Saturday, February 04, 2006

Today I took a taxi with a 23-year-old who looked 16. I noticed he had a small star-shaped pin of Lenin as a young boy pinned to his air freshener.

“Is that Lenin?” I asked, surprised. I very rarely see Lenin displayed, as much as some remain nostalgic for Soviet times.

“Yes. Would you like me to give it to you as a gift?”

“No thanks. I’m just surprised to see him.”

“One day I was an Octoberist. I found it among my things and thought it was nice to look at.”

A few hours later I met an inspiring middle-aged woman who left her job as a physics teacher in 2000 to begin selling at the market. With two children headed for college, she didn’t feel she could meet the expenses on her teacher’s salary.

First she worked as a saleswomen, then opened her own container, where she sells clothing she has shown here in Bishkek. The change from the warm classroom to hours in a freezing iron container hit her hard and she lost all but four teeth – she says to the cold.
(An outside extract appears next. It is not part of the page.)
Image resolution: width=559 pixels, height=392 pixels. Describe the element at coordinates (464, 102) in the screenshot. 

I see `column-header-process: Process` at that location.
Her container is well taken care of and her goods – mostly bathrobes and women’s blouses, are well presented. I told her I liked her container.

“I love my products,” she said. She patted one white, fuzzy robe as she showed it to me. “This is called snegurhichka,” she said, naming it after the pretty young woman who accompanies Father Ice at the New Year.

What was especially nice was to see how she’d been able to improve her families standard of living. Within the past few months alone she’d purchased a $450 modern washing machine, and a new gas stove.


This evening I invited my friend Zhenya over to share the pot of vegetable soup I’d cooked up. She came over with her son Algubek and a bunch of goodies from her new store – carrot juice, yogurt, gumdrops and cookies. She loved the richness of all the vegetables in my soup, but both she and her son had trouble adapting to the lack of potatoes.

Algubek spun his spoon around in his bowl. “I’m just looking for potatoes,” he said.

She works every day at her new store, from 8 a.m. to 8 p.m. She can’t trust her salespeople to open or close the store without stealing, so it’s impossible for her to take a day off.

“I’m dying to go to the mountains, to get out into nature,” she said. “But I can’t find a way to take a day off.”

It was nice to catch up with her. I feel like I’ve been spending too much time lately either at work or with my expatriate friends. Zhenya was the first friend I made upon arriving in Kyrgyzstan almost a year and a half ago and I’m very thankful for all she’s taught me about local life.


Tomorrow Zhenya will accompany me to my belly dancing class. That’s something that I’ve taken up in the last week, along with downhill skiing and Kibo. Belly dancing is very popular in Bishkek. At the health club that I’m currently attending (where I’m pretty much the only foreigner), they offer 20 belly dancing classes per week, and most are packed. As a tall, uncoordinated white person, I pretty much look like a fool. But luckily the people aren’t very judgmental and they allow me to make my slow progress at my own rate.


I finally visited Beta Stores for the first time since it opened in late December. This was the major Turkish supermarket and department store that was completely looted during the March 2005 revolution. Understandably, the owners lost a lot of money and it’s impressive they even rebuilt. But the new Beta stores is less exciting than the previous version. They seem to have filled less space with goods, offering a smaller selection. And the upper floors have been divided into small spaces and rented out. This makes it look more like Tsum, the former state department store, than the major department store it once was. It was sadly quiet and empty when I visited, as though the new, shiny walls held only the ghost of its former presence.